When Jordan Harrison’s play Marjorie Prime first premiered in 2014, its vision of synthetic sentience may have felt pretty novel. An old woman, Marjorie, talking to a hologram modeled after her long-dead husband perhaps seemed like a wild, far-fetched idea, that a computer program could somehow closely mimic the cadence of real conversation, could fake intimate knowledge of a person’s life. What a strange and alienating idea.

Just 11 years later (and eight years after a little-seen film adaptation), Marjorie Prime plays far more credibly. We may not have the hologram technology down quite yet, but everything else in Harrison’s AI speculation now seems well within reason. Perhaps that’s why Second Stage Theater decided to revive the play in its Broadway house, an attempt at commenting, and capitalizing, on the excited buzz and nervous chatter surrounding recent technological advancements.

Whether or not this has been actual advancement and not instead a terrible deviation toward a brainless future is perhaps best left for others to debate, outside the confines of a theater review. What can be said here is that this Marjorie Prime, directed with restraint by Anne Kauffman (who was also behind the off-Broadway production in 2015), is both helped and hindered by its sudden relevance. It presents an intriguing and poignant suggestion of what might exist just a few decades from now, but perhaps doesn’t suggest enough. With its novelty gone, Marjorie Prime must rely more firmly on its internal mechanics, which can be creaky.

June Squibb, enjoying a remarkable later-life career peak, plays Marjorie, born in 1977 and now 85 years old, well on her way to shuffling off this mortal coil. She’s looked after by her daughter, Tess (Cynthia Nixon), and son-in-law, Jon (Danny Burstein), but spends much of her time alone in her lounge chair. Though, by some measure, Marjorie isn’t alone at all.
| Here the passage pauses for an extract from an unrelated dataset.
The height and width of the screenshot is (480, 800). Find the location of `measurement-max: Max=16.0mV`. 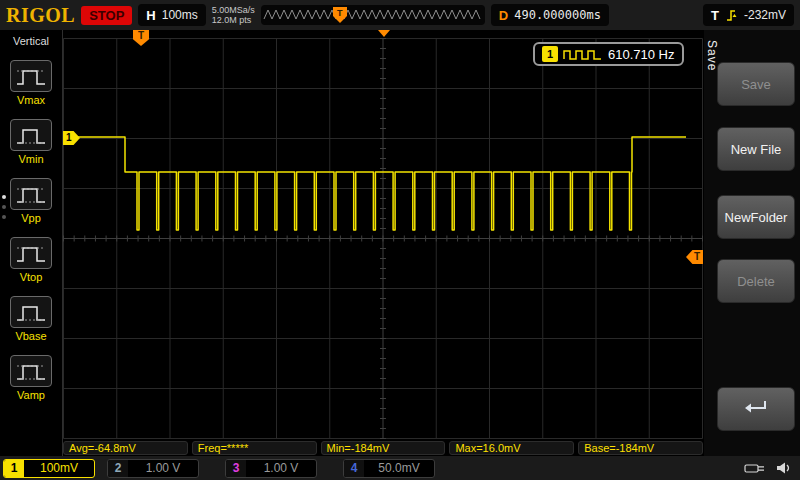

measurement-max: Max=16.0mV is located at coordinates (512, 448).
She’s frequently joined by a projection of her husband, Walter (Christopher Lowell), at what we can guess was his prime, handsome and turtlenecked in his 30s, gamely remembering cute stories about movie dates and dearly departed family pets.

Something grim lurks at the edges of these reveries into the past, an occasional mention of a son who died many years ago. Tess believes that in at least one crucial way, Marjorie’s dementia is doing her a favor. Why should she remember the great tragedy of her life? Jon – who has a warm and playful relationship with Marjorie that Tess envies – disagrees. Marjorie should have access to a full recollection of her experience; he tells the Walter AI everything, so it can better relate to Marjorie.
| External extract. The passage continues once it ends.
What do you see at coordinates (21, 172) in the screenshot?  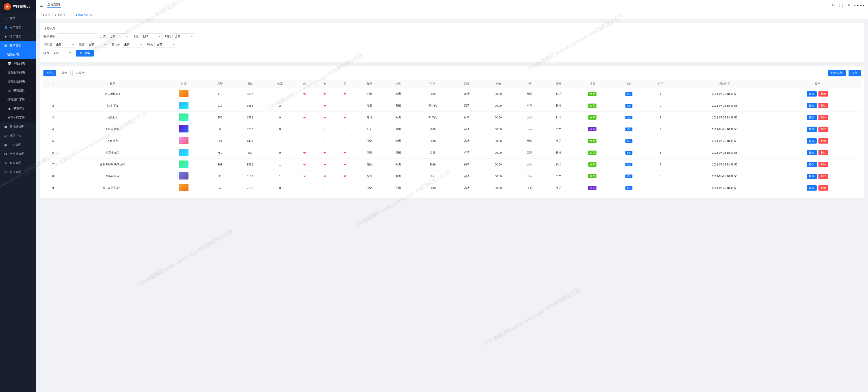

Marjorie Prime is ultimately more about memory and mortality than it is about technology. It’s a rumination on what, if anything, a life amounts to when it’s done. Tess, played with aching clarity by Nixon, is flailing to find the purpose in any of it. She is experiencing the existential astonishment and terror of anyone who has watched a loved one slip away, desperate to find the grand meaning in her mother’s life, and in her own. What the Walter bot represents is something like an afterlife, a ghost willed into existence by the grieving living. Is such a thing a tool of comfort, or delusion?

Harrison, in his poetic but sometimes cliched language, suggests it is a little bit of both. Our time on Earth is terribly fleeting, and isn’t that sad? But also some part of us does linger on in those who knew us, those who tell our stories, who reach fondly for us in moments of nostalgia. If tech can somehow aid in that, perhaps we should let it. Marjorie Prime is frustratingly ambivalent about that idea, tossing it around and wanly entertaining both sides of the argument before it ventures off into what perhaps interests Harrison more. With its tech conceit set aside, Marjorie Prime is mostly a story of trauma echoing through generations of a family, which is a quite common theme within the American theater canon.

Marjorie Prime finds some lovely ways to till that old earth, but does nothing big or revolutionary enough to fill a Broadway house (small as the Hayes Theater might be). Only Nixon does the work of making the play seem urgent, worthy of its new high-profile positioning. Squibb is great with a wry one-liner, but she’s really only got that one level. We never feel the fear, the grief, the desperation that is meant to underscore Marjorie’s condition. Burstein, such a reliable musical-theater performer, is too broad for this small, quiet play. Lowell, meanwhile, doesn’t have much to do beyond being blandly charming.

But Nixon scratches at the deeper thing roiling beneath Kauffman’s polite production, the howling bewilderment of it all. Nixon is a great and necessary counterbalance to the AI’s cold, placid approximation of personhood. No computer program, no matter how convincing, could ever sufficiently simulate the frenzied contradiction of a human being trying to comprehend their place in the fullness of time. Nixon, in her climactic scene, tears through all of the play’s mannered construction and shows us to ourselves. Let’s see a hologram try to do that. Or, better yet, let’s not give it that prompt at all.